Saturday, December 29, 2007

Building fires that last

Good evening all--

I have been wondering if you all have the same experience I have when building and tending a fire. It seems, when you leave a fire alone; it has a tendency to burn out. Yet, if you keep messing with it, moving it around, putting hot logs where cold logs are; it keeps going.

This reminds me of my God journey. When I do not tend to it; my Christian life has a tendency to grow cold. When I do not actively move to the a warm place, I tend to grow cold.

For tonight, let me encourage all of us to move toward the embers.

And, for me the embers are other folks in the body.

Warm members who keep me ignited.

The whole fire analogy is about the body of Christ.

Stay close. Tuck yourselves in. Admit you may not have all the flame yourself.

That is ok. That is really perfect.

That is why the body exists.

Climb into another's flame. Rest there. And, then, ignite another.

That is what real fire does.

Do not forsake assembling yourselves together.

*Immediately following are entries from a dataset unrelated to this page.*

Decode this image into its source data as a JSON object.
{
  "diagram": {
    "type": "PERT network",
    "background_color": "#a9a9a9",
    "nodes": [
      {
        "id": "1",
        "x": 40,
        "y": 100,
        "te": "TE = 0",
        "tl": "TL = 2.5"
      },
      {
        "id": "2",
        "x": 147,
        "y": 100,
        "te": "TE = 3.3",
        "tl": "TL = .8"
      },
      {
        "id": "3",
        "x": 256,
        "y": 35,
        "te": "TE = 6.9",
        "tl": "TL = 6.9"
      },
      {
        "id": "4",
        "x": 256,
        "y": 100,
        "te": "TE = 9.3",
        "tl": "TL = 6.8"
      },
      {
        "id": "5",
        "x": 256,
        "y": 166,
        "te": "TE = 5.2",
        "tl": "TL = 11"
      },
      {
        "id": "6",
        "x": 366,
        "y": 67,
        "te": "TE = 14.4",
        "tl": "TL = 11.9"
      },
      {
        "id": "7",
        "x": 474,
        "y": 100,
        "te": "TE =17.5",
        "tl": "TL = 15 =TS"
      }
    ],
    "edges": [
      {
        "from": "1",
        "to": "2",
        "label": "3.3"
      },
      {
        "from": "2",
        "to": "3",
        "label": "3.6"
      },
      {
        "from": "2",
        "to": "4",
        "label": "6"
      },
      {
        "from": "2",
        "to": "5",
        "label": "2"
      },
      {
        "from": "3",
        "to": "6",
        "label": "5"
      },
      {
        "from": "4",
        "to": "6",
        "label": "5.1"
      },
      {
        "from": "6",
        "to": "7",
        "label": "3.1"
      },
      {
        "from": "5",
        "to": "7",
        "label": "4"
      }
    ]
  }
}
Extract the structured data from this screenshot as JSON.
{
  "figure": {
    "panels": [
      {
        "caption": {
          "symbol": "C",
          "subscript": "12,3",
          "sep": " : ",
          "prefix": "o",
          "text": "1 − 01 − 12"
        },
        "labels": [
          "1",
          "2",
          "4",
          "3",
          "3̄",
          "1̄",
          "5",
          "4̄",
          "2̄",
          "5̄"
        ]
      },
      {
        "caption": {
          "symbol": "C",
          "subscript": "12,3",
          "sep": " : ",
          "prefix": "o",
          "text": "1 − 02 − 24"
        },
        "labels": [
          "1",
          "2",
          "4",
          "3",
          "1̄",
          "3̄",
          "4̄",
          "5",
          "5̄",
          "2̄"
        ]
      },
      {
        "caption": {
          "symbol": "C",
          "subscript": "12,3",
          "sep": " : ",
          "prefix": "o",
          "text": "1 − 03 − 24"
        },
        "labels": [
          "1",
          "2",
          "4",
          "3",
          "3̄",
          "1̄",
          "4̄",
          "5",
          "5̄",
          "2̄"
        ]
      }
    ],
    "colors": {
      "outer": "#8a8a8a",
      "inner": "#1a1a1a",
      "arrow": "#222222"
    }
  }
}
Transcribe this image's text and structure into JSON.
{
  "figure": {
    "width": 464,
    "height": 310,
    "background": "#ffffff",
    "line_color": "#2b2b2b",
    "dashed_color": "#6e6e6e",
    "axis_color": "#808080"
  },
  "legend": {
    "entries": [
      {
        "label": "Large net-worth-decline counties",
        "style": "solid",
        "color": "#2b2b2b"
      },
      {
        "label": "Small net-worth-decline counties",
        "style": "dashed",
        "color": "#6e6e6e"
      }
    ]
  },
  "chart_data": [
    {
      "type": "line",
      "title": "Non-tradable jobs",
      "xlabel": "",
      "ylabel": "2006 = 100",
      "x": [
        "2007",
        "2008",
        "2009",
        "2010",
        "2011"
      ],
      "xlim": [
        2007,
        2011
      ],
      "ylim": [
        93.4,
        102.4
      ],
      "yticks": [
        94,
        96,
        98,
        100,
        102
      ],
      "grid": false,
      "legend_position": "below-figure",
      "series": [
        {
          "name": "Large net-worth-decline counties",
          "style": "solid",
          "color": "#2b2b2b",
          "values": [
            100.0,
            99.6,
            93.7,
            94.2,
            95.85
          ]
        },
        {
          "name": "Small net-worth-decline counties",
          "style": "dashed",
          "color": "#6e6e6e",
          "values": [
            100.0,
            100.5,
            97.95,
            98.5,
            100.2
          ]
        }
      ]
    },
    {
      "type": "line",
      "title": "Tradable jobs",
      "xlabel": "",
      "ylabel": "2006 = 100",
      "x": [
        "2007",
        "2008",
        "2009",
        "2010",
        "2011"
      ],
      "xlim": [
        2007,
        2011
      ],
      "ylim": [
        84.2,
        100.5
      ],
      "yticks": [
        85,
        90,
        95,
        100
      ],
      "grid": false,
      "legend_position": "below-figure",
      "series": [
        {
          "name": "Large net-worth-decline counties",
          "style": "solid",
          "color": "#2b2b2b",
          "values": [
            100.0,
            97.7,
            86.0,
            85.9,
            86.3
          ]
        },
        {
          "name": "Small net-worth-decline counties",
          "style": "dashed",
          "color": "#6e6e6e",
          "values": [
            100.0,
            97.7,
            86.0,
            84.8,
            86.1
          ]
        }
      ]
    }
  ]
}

Wow. Bible verse and real life fire. Nice.








4 comments:

Dixie said...

Great analogy- right on the money. Here's to 'moving the embers'...

Nimrod K said...

Totally right on. It's a great picture of our need for each other. Let's keep that idea going. I had a fire i couldn't keep going yesterday, no really, in our fireplace. The coals just never seemed to get hot enough to keep the fire up. I kept moving the logs around and adding more, but it never would take off again. It just kinda smoldered. This morning it is dead with two unused logs in there. What's that mean, how does it fit in with this analogy of the body? Man, the house is cold!!! Turn on the furnace.

Deb said...

Hi--Thanks for the comments!

Not sure how to help if a fire simply refuses to get started. Maybe a little nudging with more kindling; kind of like going back to the basics; would help. I know big logs, while filled with potential to burn brightly, are the hardest to light!

Nimrod K said...

I think you might be right. Maybe after we are in a relationship with the Lord for a while, we start to get cold. Like the church in Revelation who had forgotten their first love. We forget the main thing. Unless we get a grip on that, no matter how many "hot coals" we are around, we remain cold and dead. Hmmmm.